In the Lviv pogroms of June and July 1941, during World War II, an estimated 4,000–9,000 people were killed within the space of one month in Lviv (also known as Lwów or Lvov), many of them Polish Jews.
The first massacre was the killing, by the Soviet Security forces (NKVD), of an estimated 4,000 political prisoners inside the NKVD prisons in Lviv (some of them Jewish) immediately prior to the Soviet evacuation. The second massacre was an antisemitic pogrom by local militants, encouraged by the Organization of Ukrainian Nationalists (OUN), in which 4,000 Jews were killed in the streets immediately before and after the takeover of Lviv by German forces. The third massacre, which was committed by the newly-arrived SS Einsatzgruppe C, specifically targeted Jews, under the guise of retaliation for the killings carried out by the NKVD: 2,500 to 3,000 Jews were herded into a stadium and then taken by lorries to a remote execution site at Janowska. The antisemitic killings culminated before the end of July in the so-called "Petlura Days" massacre of more than 2,000 more Jews by Ukrainian nationalists, with the approval of the Nazi administration.
Controversy exists regarding the exact dates in which these atrocities took place, the numbers affected, and the sources of information. The confusion is amplified by the political agenda of parties involved, including national viewpoints in a variety of sources as to the alleged involvement in the Lviv civilian massacres by prominent political and historic figures and groups in the massacre, notably Theodor Oberländer, Roman Shukhevych and the Nachtigall Battalion.
Lviv pogroms:
Immediately after the German army entered Lviv, the prison gates were opened and the scale of the NKVD prisoner massacres carried out by the Soviets revealed.
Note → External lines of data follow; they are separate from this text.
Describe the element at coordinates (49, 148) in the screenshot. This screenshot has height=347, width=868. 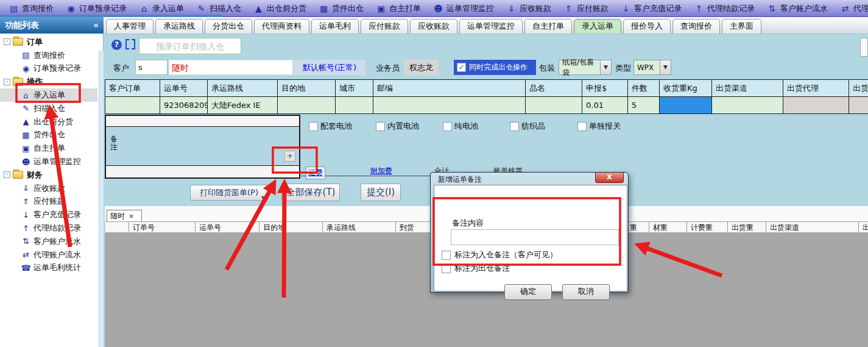
I see `sidebar-item-self-print: ▣自主打单` at that location.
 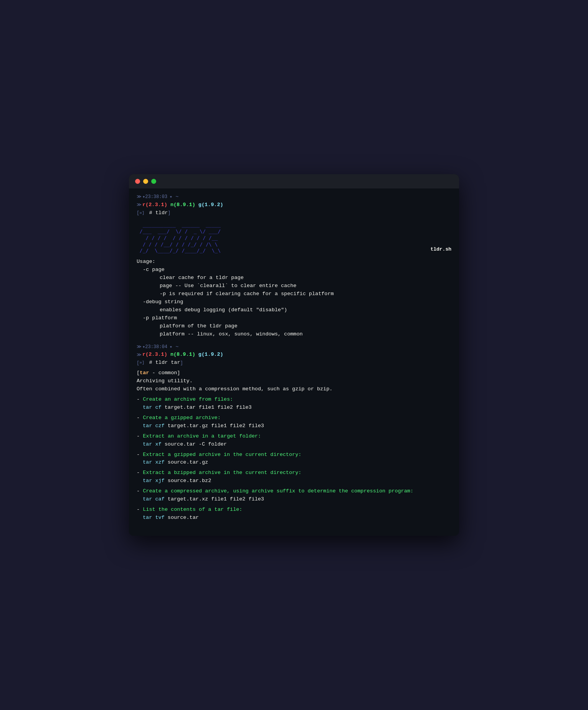 I want to click on prompt-cmd-2: [ » ] # tldr tar ], so click(x=294, y=363).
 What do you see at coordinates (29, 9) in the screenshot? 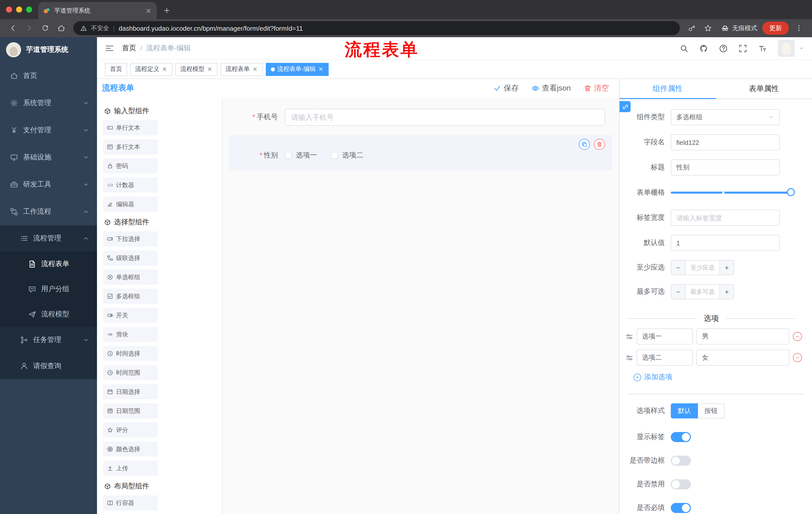
I see `window-zoom-button` at bounding box center [29, 9].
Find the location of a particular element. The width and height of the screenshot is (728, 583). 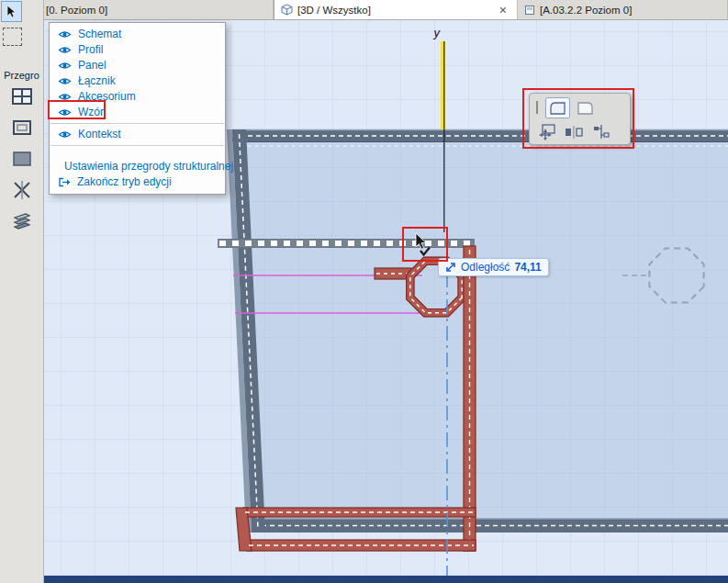

tab-label: [A.03.2.2 Poziom 0] is located at coordinates (586, 10).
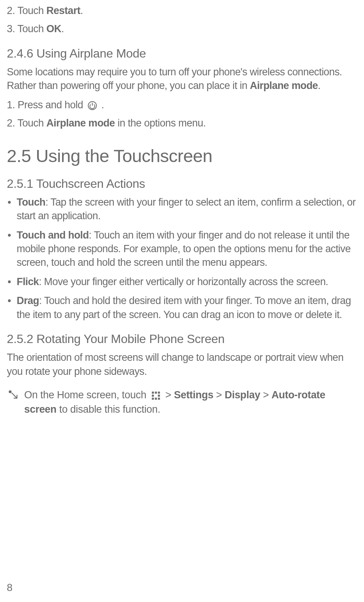 Image resolution: width=364 pixels, height=602 pixels. Describe the element at coordinates (182, 156) in the screenshot. I see `heading-25: 2.5 Using the Touchscreen` at that location.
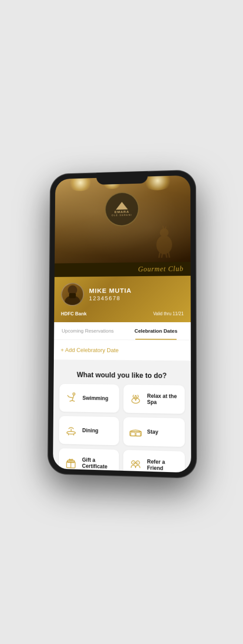 The height and width of the screenshot is (644, 243). I want to click on tabs-section: Upcoming Reservations Celebration Dates, so click(122, 331).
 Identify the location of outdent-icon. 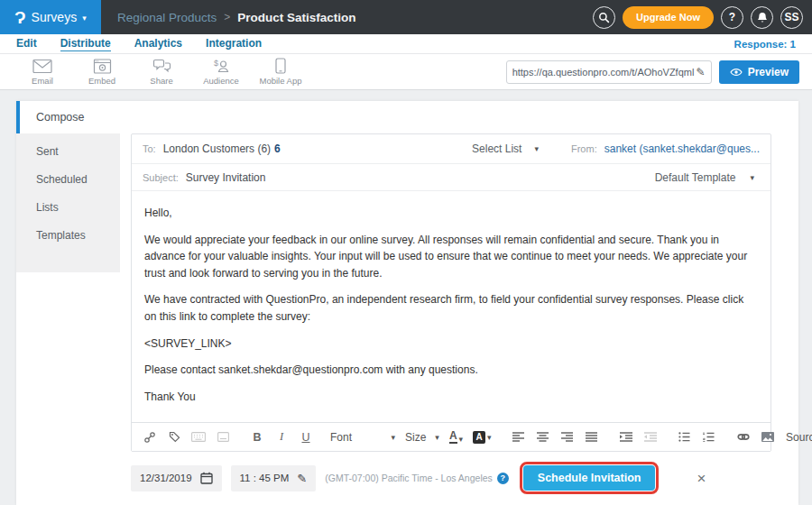
(651, 436).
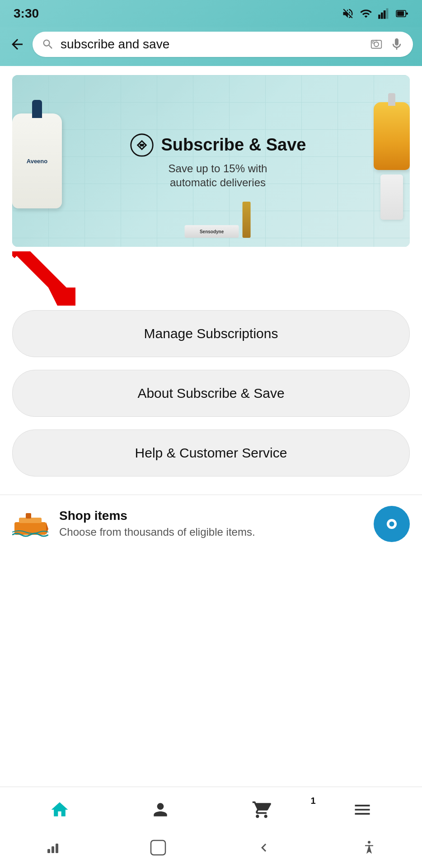  What do you see at coordinates (218, 145) in the screenshot?
I see `banner-logo-row: Subscribe & Save` at bounding box center [218, 145].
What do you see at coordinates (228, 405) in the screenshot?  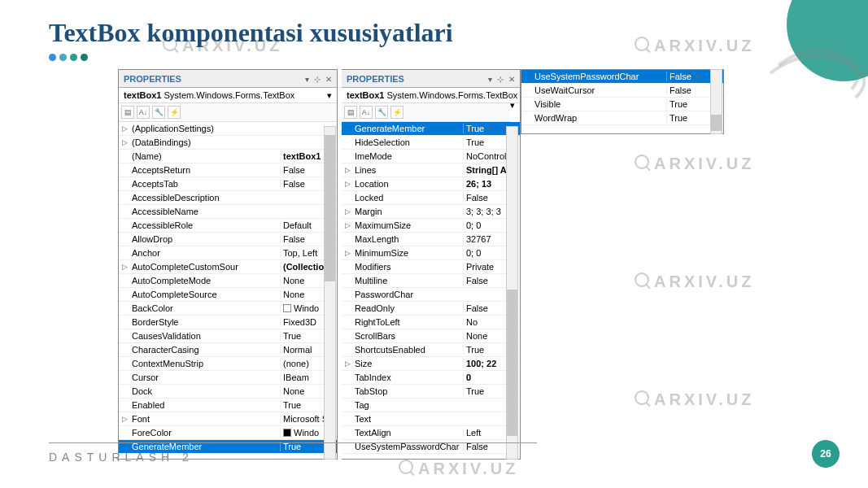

An OUN member estimated 10,000 dead victims at Brygidki, although the numbers were later adjusted by the German investigation down to 4,000 in total. The report drafted by Judge Möller singled out the Jews as responsible for the Soviet atrocities in accordance with the Nazi theory of Judeo-Bolshevism, even though Polish Jews had nothing to do with the NKVD killings. As observed by British-Polish historian Prof. Norman Davies: "in the [Lviv] personnel of the Soviet security police at the time, the high percentage of Jews was striking." The Einsatzgruppe C with the participation of Ukrainian National Militia, and the OUN leaders, organized the first pogrom, chiefly in revenge for the combined killings at Lviv's three prisons including Brygidki, Łąckiego and Zamarstynowska Street prisons. The German report stated that the majority of the Soviet murder victims were Ukrainian. Although a significant number of Jewish prisoners had also been among the victims of the NKVD massacres (including intellectuals and political activists), the Polish Jews were targeted collectively. An ad hoc Ukrainian People's Militia – which would soon be reorganized by Himmler as the Ukrainische Hilfspolizei (Ukrainian Auxiliary Police) – was assembled to spearhead the first pogrom. In the presence of the newly arrived German forces, the infuriated and irrational crowd took the violent actions against the Jewish population of the city.